The Hunt Has Always Been On
Why ever could the rich-hunting-the-poor genre be having a resurgence?

Note: This article contains spoilers for movies with plots that barely deviate from a 1924 short story.
“This girl is one of your poor people, and I guess you guys felt it was okay to subject her to inhuman conditions because there was no chance of it ever hurting you. It’s sort of the sociopolitical equivalent of, say, a suit of power armor around you?” —Rick & Morty, S2 E9, “Look Who’s Purging Now”
Some movies are in poor taste, and it’s easy to explain how: The tone-deaf rom com that treats its female lead like a trophy, the red meat actioner whose every faceless mook just so happens to be brown, anything starring Steven Seagal. Dumb and regressive as they are, they should be made and they should be screened, and they are not worthy of the kind of moral panic that we saw over The Hunt a film originally slated for a September 27 release that Universal has sidelined in the face of howling from, among others, President Trump, ostensibly objecting to the idea of wealthy liberals killing poor people who superficially code as rural conservatives.
If the trailer is an accurate representation of the movie’s premise (I have not and now probably will never see a screener), then it’s a story of snobby rich elites paying for the privilege of hunting down and murdering a hapless group of regular folk, setting up Hillary Swank as the emcee of the bloody hunting season and Betty Gilpin and others as the unfortunate people playing the part of prey. Universal pulled the marketing in the wake of the somewhat-worse-than-normal shootings in Dayton and El Paso in August, but it’s hard not to believe that the presidential badmouthing really led to it.
It’s a frustrating decision for a few reasons, not the least of which that nobody should give any president, let alone this one, the indication that anything he says should affect whether a movie is released. Another reason is that any movie about lower-class people getting killed by rich assholes is going to end with the rich assholes having the tables turned on them, or else it is a badly written movie. Until the inevitable leak that puts it on The Pirate Bay, we won’t really know whether it’s a nuanced thriller or a proudly dumb shot at “champagne liberals” or “arugula elites” or whatever froofy-sounding epithet we’re using now. As it comes from the same studio that gave us Get Out, one is willing to at least entertain the idea it could be the former.
What’s more interesting is why a story that’s been adapted to film over and over again in past decades is having a resurgence now.
Like many of the great journeyman writers of 20th century pulp, Richard Connell is far less well-known than his one high-profile success. Published in 1924, his short story “The Most Dangerous Game” told the story of a hunter, Sanger Rainsford, who is shipwrecked in the Caribbean on his way to hunt jaguar. There, in language that vividly recalls late-Gothic works like Dracula, he encounters the foreboding castle of General Zaroff. At first Zaroff invites Rainsford in to tend to his wounds and feed him, but soon enough the general reveals that Rainsford is to participate in Zaroff’s favorite pastime: hunting people for sport.
Rainsford is cheerily informed he’ll leave the island alive if he can survive three days without Zaroff killing him. Man, you see, is the most dangerous game, and a jaded old hunter like Zaroff will accept no lesser thrill. He toys with Rainsford—at one point standing directly under the tree the desperate man is hiding in but pointedly not looking up.
It’s not a level playing field, of course, because real competition is only fun if you’re good at it. Zaroff is good at owning lots of hunting dogs, employing flunkies who do his bidding, and having ranged weaponry. The thought that the unarmed Rainsford stands any sort of chance against him is laughable, but so is the thought that Zaroff is any sort of predator without rigging the game in his own favor in every way. In RKO’s 1932 film adaptation, as in the story, Zaroff has just enough time to congratulate his former quarry on surviving before Rainsford pays him back thoroughly.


■ WHAT IS REQUIRED:
When "swatch" occurs in a line of the material, copy that line.

■ DATA FOR REVIEW:
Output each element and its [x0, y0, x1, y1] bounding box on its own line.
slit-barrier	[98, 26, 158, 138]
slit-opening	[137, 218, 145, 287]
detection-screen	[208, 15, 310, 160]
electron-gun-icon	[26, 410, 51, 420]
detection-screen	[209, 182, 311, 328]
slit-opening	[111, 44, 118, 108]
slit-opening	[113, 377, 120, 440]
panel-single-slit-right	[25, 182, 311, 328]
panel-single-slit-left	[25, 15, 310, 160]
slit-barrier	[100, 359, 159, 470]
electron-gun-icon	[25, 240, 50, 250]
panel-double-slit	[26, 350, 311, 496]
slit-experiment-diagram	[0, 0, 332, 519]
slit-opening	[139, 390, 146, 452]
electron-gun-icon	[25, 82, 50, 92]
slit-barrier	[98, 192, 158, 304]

...

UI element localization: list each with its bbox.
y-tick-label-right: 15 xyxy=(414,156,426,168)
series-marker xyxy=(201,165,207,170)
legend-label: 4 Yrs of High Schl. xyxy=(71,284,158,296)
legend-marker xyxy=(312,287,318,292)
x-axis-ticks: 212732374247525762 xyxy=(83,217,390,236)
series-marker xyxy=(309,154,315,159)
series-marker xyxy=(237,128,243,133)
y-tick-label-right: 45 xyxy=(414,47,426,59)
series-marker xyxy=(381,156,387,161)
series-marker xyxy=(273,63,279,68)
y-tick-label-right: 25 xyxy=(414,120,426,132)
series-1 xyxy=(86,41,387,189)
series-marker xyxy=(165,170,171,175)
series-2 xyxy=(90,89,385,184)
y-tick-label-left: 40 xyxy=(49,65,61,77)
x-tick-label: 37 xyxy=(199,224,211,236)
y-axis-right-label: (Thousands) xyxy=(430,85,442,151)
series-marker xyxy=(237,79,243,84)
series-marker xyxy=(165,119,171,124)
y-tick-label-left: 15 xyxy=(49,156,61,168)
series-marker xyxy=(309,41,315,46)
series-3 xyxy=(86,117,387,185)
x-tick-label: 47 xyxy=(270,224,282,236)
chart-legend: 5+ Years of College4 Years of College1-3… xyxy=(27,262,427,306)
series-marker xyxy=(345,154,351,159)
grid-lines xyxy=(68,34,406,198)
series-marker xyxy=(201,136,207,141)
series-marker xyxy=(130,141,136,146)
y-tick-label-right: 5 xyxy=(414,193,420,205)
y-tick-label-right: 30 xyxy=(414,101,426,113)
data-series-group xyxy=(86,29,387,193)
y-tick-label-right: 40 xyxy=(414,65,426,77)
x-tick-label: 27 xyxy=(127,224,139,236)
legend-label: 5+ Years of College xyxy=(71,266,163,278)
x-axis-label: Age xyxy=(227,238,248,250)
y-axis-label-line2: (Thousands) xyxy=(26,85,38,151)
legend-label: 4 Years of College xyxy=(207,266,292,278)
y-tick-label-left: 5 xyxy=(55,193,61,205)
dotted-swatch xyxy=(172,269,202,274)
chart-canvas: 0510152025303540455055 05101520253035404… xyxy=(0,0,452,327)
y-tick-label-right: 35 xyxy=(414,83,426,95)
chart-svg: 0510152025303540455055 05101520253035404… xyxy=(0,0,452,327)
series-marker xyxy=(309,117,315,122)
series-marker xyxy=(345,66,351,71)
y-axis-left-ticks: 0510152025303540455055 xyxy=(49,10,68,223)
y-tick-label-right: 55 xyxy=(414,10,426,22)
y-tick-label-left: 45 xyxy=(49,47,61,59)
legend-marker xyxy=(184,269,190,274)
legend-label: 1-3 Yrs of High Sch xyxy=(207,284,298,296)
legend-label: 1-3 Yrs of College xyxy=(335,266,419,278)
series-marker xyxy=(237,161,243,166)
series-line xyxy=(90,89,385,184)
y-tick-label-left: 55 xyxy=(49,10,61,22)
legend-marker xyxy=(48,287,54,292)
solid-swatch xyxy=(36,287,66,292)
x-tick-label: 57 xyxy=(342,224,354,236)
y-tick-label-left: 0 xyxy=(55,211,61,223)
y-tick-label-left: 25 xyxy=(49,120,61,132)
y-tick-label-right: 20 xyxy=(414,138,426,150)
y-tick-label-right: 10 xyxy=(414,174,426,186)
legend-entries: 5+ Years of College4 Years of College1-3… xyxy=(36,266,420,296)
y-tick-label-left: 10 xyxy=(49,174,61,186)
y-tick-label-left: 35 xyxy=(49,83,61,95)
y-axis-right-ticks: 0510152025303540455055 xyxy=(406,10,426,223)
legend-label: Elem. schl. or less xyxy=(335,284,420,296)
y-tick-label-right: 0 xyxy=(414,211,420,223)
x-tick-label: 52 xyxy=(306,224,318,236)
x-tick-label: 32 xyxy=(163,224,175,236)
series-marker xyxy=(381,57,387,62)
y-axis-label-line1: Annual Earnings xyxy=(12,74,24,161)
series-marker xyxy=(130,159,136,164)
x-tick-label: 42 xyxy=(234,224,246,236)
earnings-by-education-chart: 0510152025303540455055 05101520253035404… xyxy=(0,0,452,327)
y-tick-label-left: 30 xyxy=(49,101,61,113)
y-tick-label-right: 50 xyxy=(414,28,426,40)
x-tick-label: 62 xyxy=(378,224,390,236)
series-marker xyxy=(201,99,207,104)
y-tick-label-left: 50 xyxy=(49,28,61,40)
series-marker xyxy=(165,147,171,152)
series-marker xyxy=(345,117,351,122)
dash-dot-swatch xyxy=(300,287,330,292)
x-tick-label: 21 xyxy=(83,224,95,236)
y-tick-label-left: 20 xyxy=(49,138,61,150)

==

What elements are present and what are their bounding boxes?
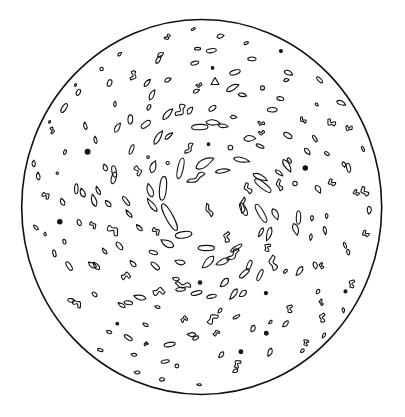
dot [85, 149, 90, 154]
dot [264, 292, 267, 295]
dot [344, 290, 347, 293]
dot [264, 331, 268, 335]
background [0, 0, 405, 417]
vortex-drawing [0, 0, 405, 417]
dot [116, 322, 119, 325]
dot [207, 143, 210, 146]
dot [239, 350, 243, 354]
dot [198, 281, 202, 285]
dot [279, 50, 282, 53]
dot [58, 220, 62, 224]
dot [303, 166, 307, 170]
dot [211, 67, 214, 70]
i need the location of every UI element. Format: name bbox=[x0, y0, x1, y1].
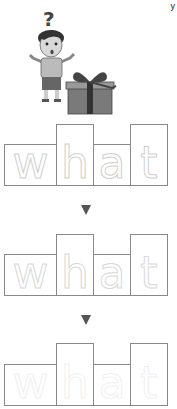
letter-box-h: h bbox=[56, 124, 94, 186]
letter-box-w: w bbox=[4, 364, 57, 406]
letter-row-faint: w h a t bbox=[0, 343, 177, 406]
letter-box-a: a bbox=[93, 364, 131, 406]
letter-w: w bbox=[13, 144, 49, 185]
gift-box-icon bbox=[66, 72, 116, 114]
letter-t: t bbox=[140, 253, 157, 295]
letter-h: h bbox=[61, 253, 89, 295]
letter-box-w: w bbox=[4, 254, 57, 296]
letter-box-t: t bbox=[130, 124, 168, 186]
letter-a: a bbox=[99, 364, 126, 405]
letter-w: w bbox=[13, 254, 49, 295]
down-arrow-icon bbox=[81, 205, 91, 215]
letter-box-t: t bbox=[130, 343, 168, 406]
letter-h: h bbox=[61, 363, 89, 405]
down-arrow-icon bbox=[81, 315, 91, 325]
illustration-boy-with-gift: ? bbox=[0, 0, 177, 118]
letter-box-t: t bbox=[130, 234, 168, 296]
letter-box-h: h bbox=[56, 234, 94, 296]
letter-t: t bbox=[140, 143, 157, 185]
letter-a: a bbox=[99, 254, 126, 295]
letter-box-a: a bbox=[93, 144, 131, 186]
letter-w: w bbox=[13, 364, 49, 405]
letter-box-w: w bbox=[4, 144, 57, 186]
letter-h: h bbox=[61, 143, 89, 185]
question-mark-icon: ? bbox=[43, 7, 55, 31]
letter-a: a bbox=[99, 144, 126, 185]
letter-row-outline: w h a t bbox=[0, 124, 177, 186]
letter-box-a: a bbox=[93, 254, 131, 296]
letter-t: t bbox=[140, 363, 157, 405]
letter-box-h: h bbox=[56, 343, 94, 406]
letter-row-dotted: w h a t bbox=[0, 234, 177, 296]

■ OUTPUT FOR THIS TASK:
dotted-swatch xyxy=(172,269,202,274)
solid-swatch xyxy=(36,287,66,292)
dash-dot-swatch xyxy=(300,287,330,292)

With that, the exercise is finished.